[435:1] The Ophites carried this feeling so far as to maintain that the serpent which deceived Eve was no other than the divine Aeon Sophia, or Wisdom, who thus weakened the power of Ialdabaoth, or the Demiurge.
[435:2] See Mosheim, "De Caussis Suppositorum Librorum inter Christianos Saeculi Primi et Secundi." "Dissert, ad Hist. Eccl. Pertin." vol. i. 221.
[437:1] His great text was Rev. xx. 6, 7. Hence some now began to dispute the authority of the Apocalypse.
[437:2] Others, who do not appear to have been connected with Montanus, but who lived about the same time, held the same views on the subject of marriage. Thus, Athenagoras says—"A second marriage is by us esteemed a specious adultery."—Apology, § 33.
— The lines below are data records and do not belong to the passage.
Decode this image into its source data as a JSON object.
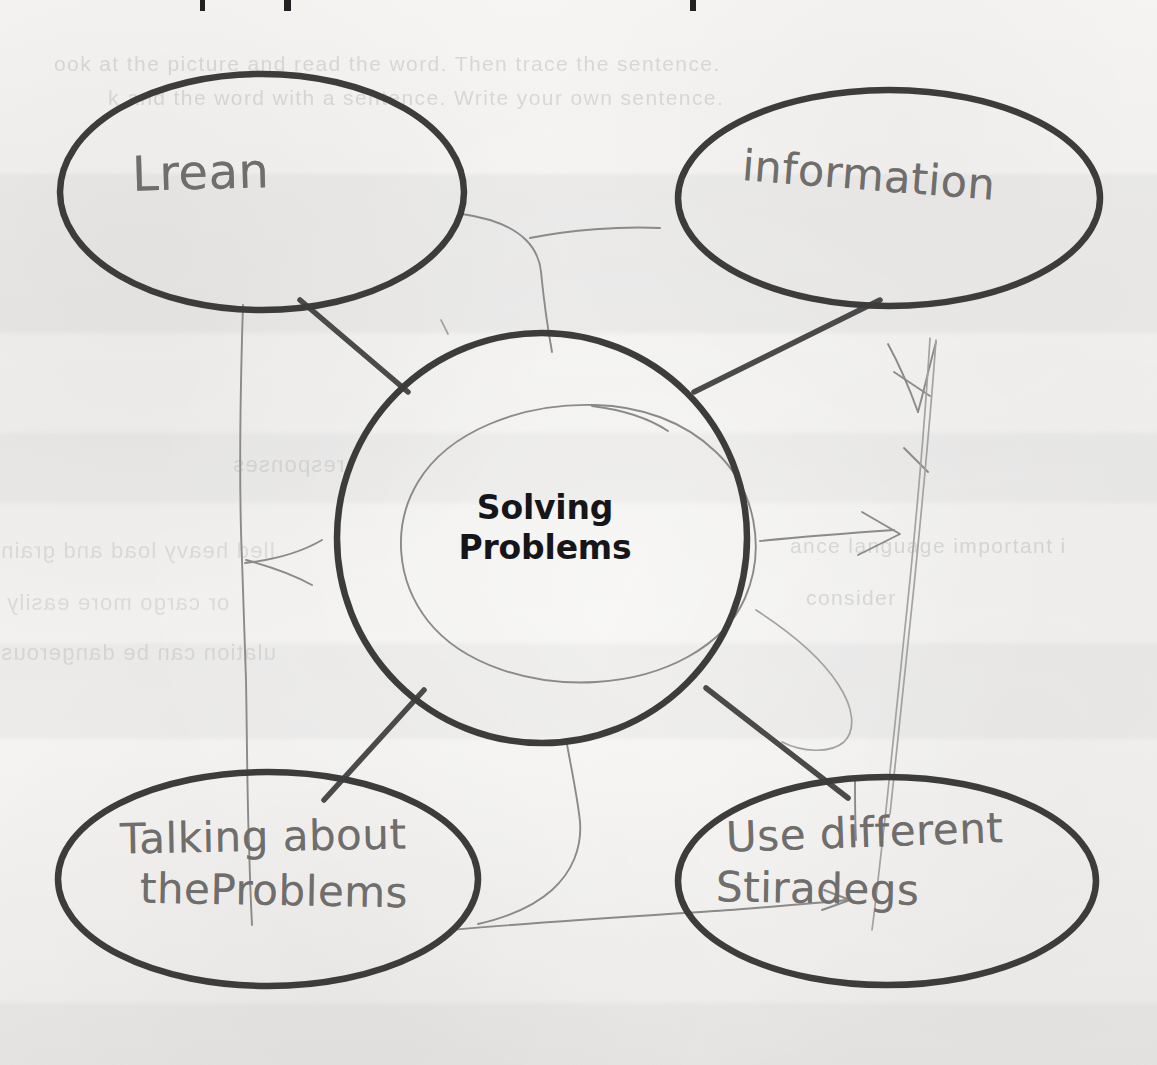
{
  "document": {
    "type": "handwritten-worksheet-scan",
    "subject": "graphic-organizer-web-diagram"
  },
  "diagram": {
    "type": "bubble-web",
    "center": {
      "label_line_1": "Solving",
      "label_line_2": "Problems",
      "printed": true
    },
    "nodes": [
      {
        "id": "top-left",
        "position": "top-left",
        "text": "Lrean",
        "handwritten": true
      },
      {
        "id": "top-right",
        "position": "top-right",
        "text": "information",
        "handwritten": true
      },
      {
        "id": "bottom-left",
        "position": "bottom-left",
        "text_line_1": "Talking about",
        "text_line_2": "theProblems",
        "handwritten": true
      },
      {
        "id": "bottom-right",
        "position": "bottom-right",
        "text_line_1": "Use different",
        "text_line_2": "Stiradegs",
        "handwritten": true
      }
    ],
    "connectors": [
      {
        "from": "center",
        "to": "top-left"
      },
      {
        "from": "center",
        "to": "top-right"
      },
      {
        "from": "center",
        "to": "bottom-left"
      },
      {
        "from": "center",
        "to": "bottom-right"
      }
    ]
  },
  "ghost_text": {
    "top_line_1": "ook at the picture and read the word. Then trace the sentence.",
    "top_line_2": "k and the word with a sentence. Write your own sentence.",
    "middle_line_1": "lled heavy load and grain",
    "middle_line_2": "or cargo more easily",
    "middle_line_3": "ulation can be dangerous",
    "right_line_1": "ance language important i",
    "right_line_2": "consider",
    "left_line_1": "responses"
  },
  "colors": {
    "paper": "#f3f2f0",
    "printed_ink": "#3c3c3c",
    "pencil": "#8b8a88",
    "center_text": "#16161a",
    "handwriting": "#6f6e6c",
    "ghost": "#5f5f64"
  }
}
[437:3] "Nam idem (Praxeas) tunc Episcopum Romanum, agnoscentem jam prophetias Montani, Priseae, Maximillae, et ex ea agnitione pacem ecclesiis Asiae et Phrygiae inferentem, falsa de ipsis prophetis et ecclesiis eorum adseverando et praecessorum ejus auctoritates defendendo coegit et litteras pacis revocare jam emissas et a proposito recipiendorum charismatum concessare."—Tertullian, Adv. Praxean., c. i.
[438:1] Euseb. v. 16.
[438:2] It would appear, however, that it maintained a lingering existence for several centuries. Even Justinian, about A.D. 530, enacts laws against the Montanists or Tertullianists.
[438:3] Isaiah xlv. 5, 7.
[439:1] Augustin, "Contra Epist. Fundamenti," c. 13.
[439:2] On the ground that their oil is the food of light! Schaff's "History of the Christian Church," p. 249.